New York, June 5, 2026, 13:02 (EDT)
- Ferroglobe was last at $3.84 on Nasdaq, off 26 cents, or nearly 6.3%, close to session lows.
- U.S. stocks dropped after May payroll numbers topped estimates, sending Treasury yields up and renewing concerns about rate hikes.
- Ferroglobe’s last quarter brought higher sales, but adjusted EBITDA, the key profit metric for investors, was weaker.
Ferroglobe PLC shares slid on the Nasdaq Friday, trailing behind the wider materials sector as traders pulled back risk after a strong U.S. jobs report.
The stock last changed hands at $3.84, off 26 cents from the prior close. Shares traded between $3.84 and $4.04 so far, with volume around 480,000 by the most recent print.
Ferroglobe is in a cyclical spot, with silicon metal and ferroalloys used in solar, autos, construction, and energy, so the stock often reacts when investors shift their view on growth, rates, or industrial demand.
U.S. stocks fell after May nonfarm payrolls jumped by 172,000, much higher than the 85,000 expected in a Reuters poll. The jobs data pushed Treasury yields up and fueled talk that the Federal Reserve could raise rates later this year. At 11:52 a.m., the Nasdaq was off 2.37% and the S&P 500 lost 1.40%, according to .
Materials lagged. The Materials Select Sector SPDR Fund slipped 1.7%. Dow Inc shed 3.0%.
Wacker Chemie dropped after Citi cut it to Sell. Analyst Sebastian Satz at Citi said Wacker’s contract-heavy polysilicon business “limits upside in a recovery scenario.” Wacker, which supplies silicon and polysilicon, fell even though the U.S. tape was not the only competitive signal in play. Investing
Ferroglobe’s latest results delivered a split picture for investors. The London-based firm posted first-quarter revenue of $347.7 million, a gain of 5.6% from the previous quarter and up 13.2% over last year. But adjusted EBITDA dropped, landing at $3.3 million compared with $14.6 million in the fourth quarter. Adjusted EBITDA means earnings before interest, taxes, depreciation and amortization, with some items excluded.
Ferroglobe CEO Marco Levi said shipments of ferroalloys increased during the quarter, supported by trade actions and a pickup in U.S. steel production. But Levi said pricing “did not keep pace with higher costs.” He sees the cost pressure as temporary and expects pricing to get better in the back half of the year. GlobeNewswire
Ferroglobe CFO Beatriz García-Cos said lower silicon metal prices and squeezed margins in silicon-based alloys hit results. The company finished March with $96.4 million total cash and $54.6 million in net debt. The next quarterly cash dividend remains at 1.5 cents per share and will be paid June 29 to shareholders on record as of June 22.
Index inclusion gives Ferroglobe another angle. The company said last year it joined both the Russell 2000 and Russell 3000 indexes—benchmarks many fund managers track. That can boost visibility, but it doesn’t shield a small-cap materials stock when rates climb or risk appetite fades.
But there’s an obvious risk. If silicon metal prices remain weak, and costs for materials and shipping stay up, or if the rate-driven selloff drags on, Ferroglobe’s push for more volume might not turn into fatter margins quick enough for the market. Trade actions that boost prices later this year could give the stock some support.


--- Exercise ---
Return every entry exactly, except for any pictures.

++++++++

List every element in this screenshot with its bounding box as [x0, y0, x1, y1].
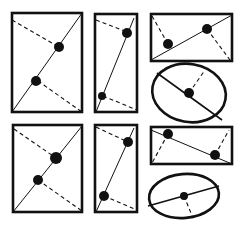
solid-line [151, 15, 232, 60]
dot-marker [210, 150, 220, 160]
solid-line [12, 13, 82, 112]
dot-marker [33, 175, 43, 185]
rect-top-right-figure [151, 14, 232, 61]
solid-line [13, 126, 82, 212]
dot-marker [163, 129, 173, 139]
dot-marker [31, 76, 41, 86]
rect-bottom-middle-figure [95, 125, 137, 212]
rect-top-middle-figure [95, 14, 137, 112]
dashed-line [38, 81, 82, 112]
dot-marker [163, 39, 173, 49]
rect-bottom-left-figure [13, 125, 82, 212]
diagram-canvas [0, 0, 245, 233]
rect-bottom-right-figure [151, 127, 232, 164]
dashed-line [96, 127, 128, 142]
ellipse-bottom-right-figure [147, 171, 221, 221]
dashed-line [207, 29, 230, 60]
dot-marker [98, 92, 106, 100]
ellipse-top-right-figure [148, 58, 231, 128]
geometric-figures-diagram [0, 0, 245, 233]
dashed-line [103, 96, 137, 110]
dashed-line [104, 196, 137, 210]
dot-marker [123, 137, 133, 147]
dot-marker [54, 42, 64, 52]
dot-marker [50, 152, 62, 164]
dashed-line [12, 20, 59, 47]
dot-marker [122, 28, 132, 38]
dashed-line [14, 129, 56, 158]
dot-marker [184, 88, 194, 98]
rect-top-left-figure [12, 13, 82, 112]
dot-marker [99, 191, 109, 201]
dashed-line [96, 20, 127, 32]
dot-marker [180, 192, 188, 200]
dashed-line [38, 180, 82, 211]
dot-marker [202, 24, 212, 34]
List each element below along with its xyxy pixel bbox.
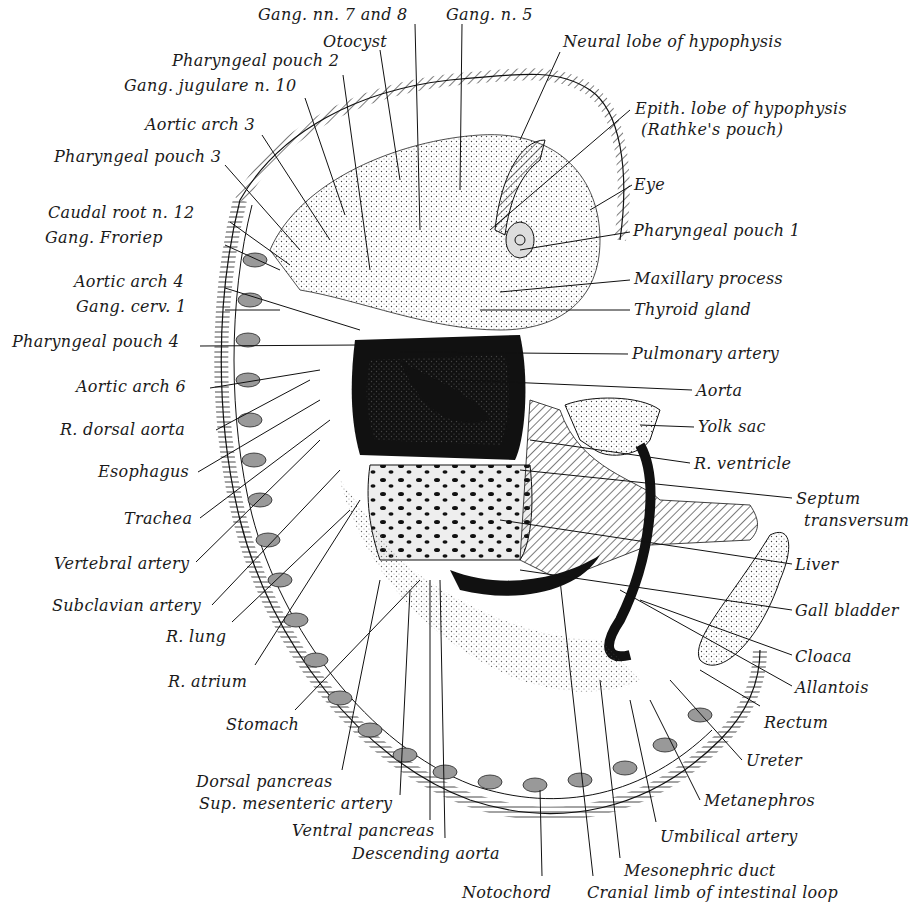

++++++++

--- Result of the exercise ---
List every element in this screenshot with its bounding box as [x0, y0, x1, y1].
solid-line [151, 15, 232, 60]
dot-marker [210, 150, 220, 160]
solid-line [12, 13, 82, 112]
dot-marker [33, 175, 43, 185]
rect-top-right-figure [151, 14, 232, 61]
solid-line [13, 126, 82, 212]
dot-marker [163, 129, 173, 139]
dot-marker [31, 76, 41, 86]
rect-bottom-middle-figure [95, 125, 137, 212]
rect-top-middle-figure [95, 14, 137, 112]
dashed-line [38, 81, 82, 112]
dot-marker [163, 39, 173, 49]
rect-bottom-left-figure [13, 125, 82, 212]
diagram-canvas [0, 0, 245, 233]
rect-bottom-right-figure [151, 127, 232, 164]
dashed-line [96, 127, 128, 142]
ellipse-bottom-right-figure [147, 171, 221, 221]
dashed-line [207, 29, 230, 60]
dot-marker [98, 92, 106, 100]
ellipse-top-right-figure [148, 58, 231, 128]
geometric-figures-diagram [0, 0, 245, 233]
dashed-line [103, 96, 137, 110]
dashed-line [104, 196, 137, 210]
dot-marker [123, 137, 133, 147]
dot-marker [54, 42, 64, 52]
dot-marker [50, 152, 62, 164]
dashed-line [12, 20, 59, 47]
dot-marker [122, 28, 132, 38]
dashed-line [14, 129, 56, 158]
dot-marker [184, 88, 194, 98]
rect-top-left-figure [12, 13, 82, 112]
dot-marker [99, 191, 109, 201]
dashed-line [96, 20, 127, 32]
dot-marker [180, 192, 188, 200]
dashed-line [38, 180, 82, 211]
dot-marker [202, 24, 212, 34]
List each element below along with its xyxy pixel bbox.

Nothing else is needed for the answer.